(Stored data entries)
------------
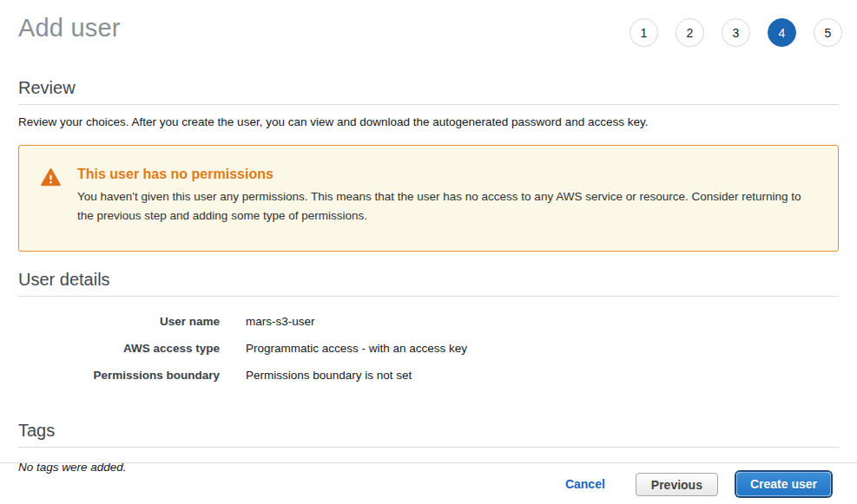 This screenshot has width=857, height=504. Describe the element at coordinates (542, 349) in the screenshot. I see `access-type-value: Programmatic access - with an access key` at that location.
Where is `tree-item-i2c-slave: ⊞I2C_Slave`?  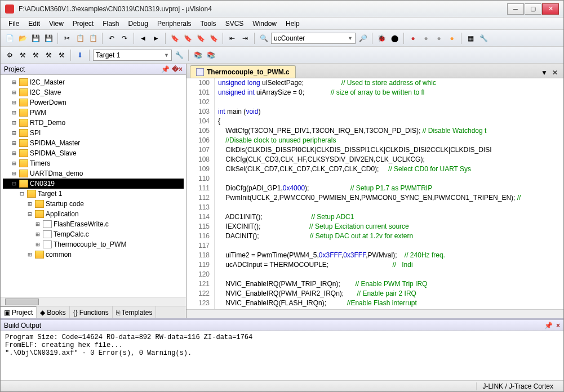 tree-item-i2c-slave: ⊞I2C_Slave is located at coordinates (94, 92).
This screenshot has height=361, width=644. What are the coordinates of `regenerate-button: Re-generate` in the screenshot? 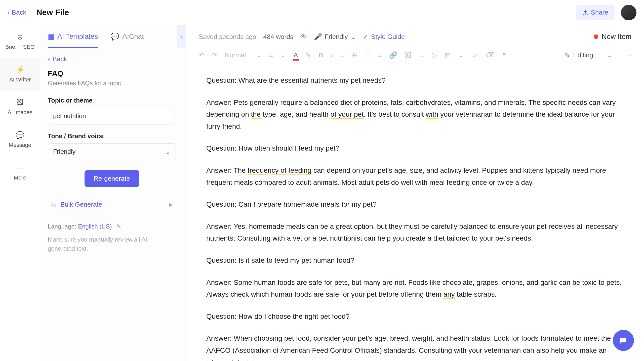 It's located at (112, 178).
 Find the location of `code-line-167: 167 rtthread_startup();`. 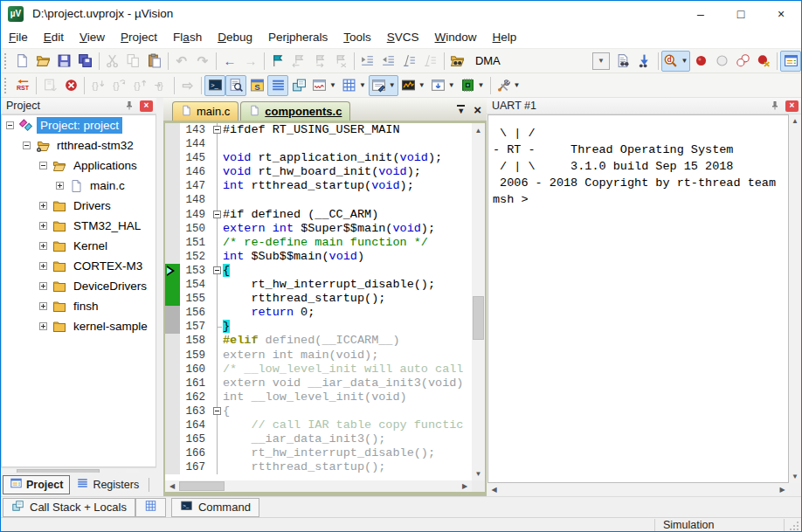

code-line-167: 167 rtthread_startup(); is located at coordinates (318, 467).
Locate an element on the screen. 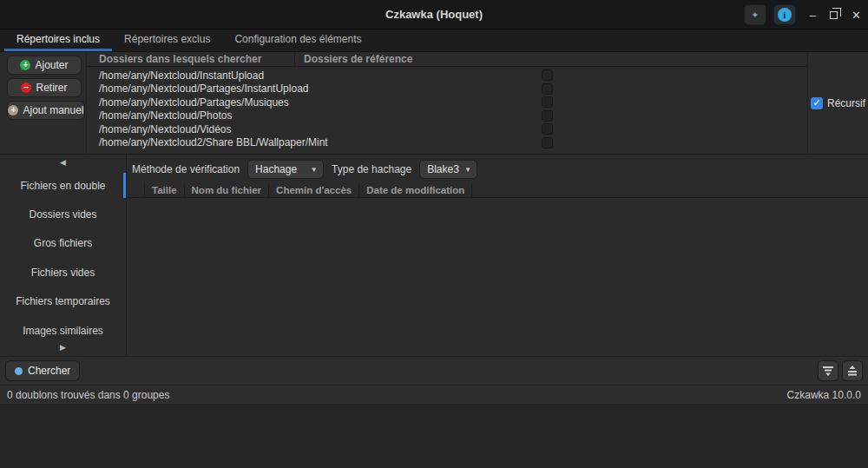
------------
▶ About this task:
Your answer must be the lines from the one containing "Find the location" through the last line of the records, copied exactly, with no pictures.

▶ Answer for the task:
 Find the location of `code-line-167: 167 rtthread_startup();`. 

code-line-167: 167 rtthread_startup(); is located at coordinates (318, 467).
Locate an element on the screen. 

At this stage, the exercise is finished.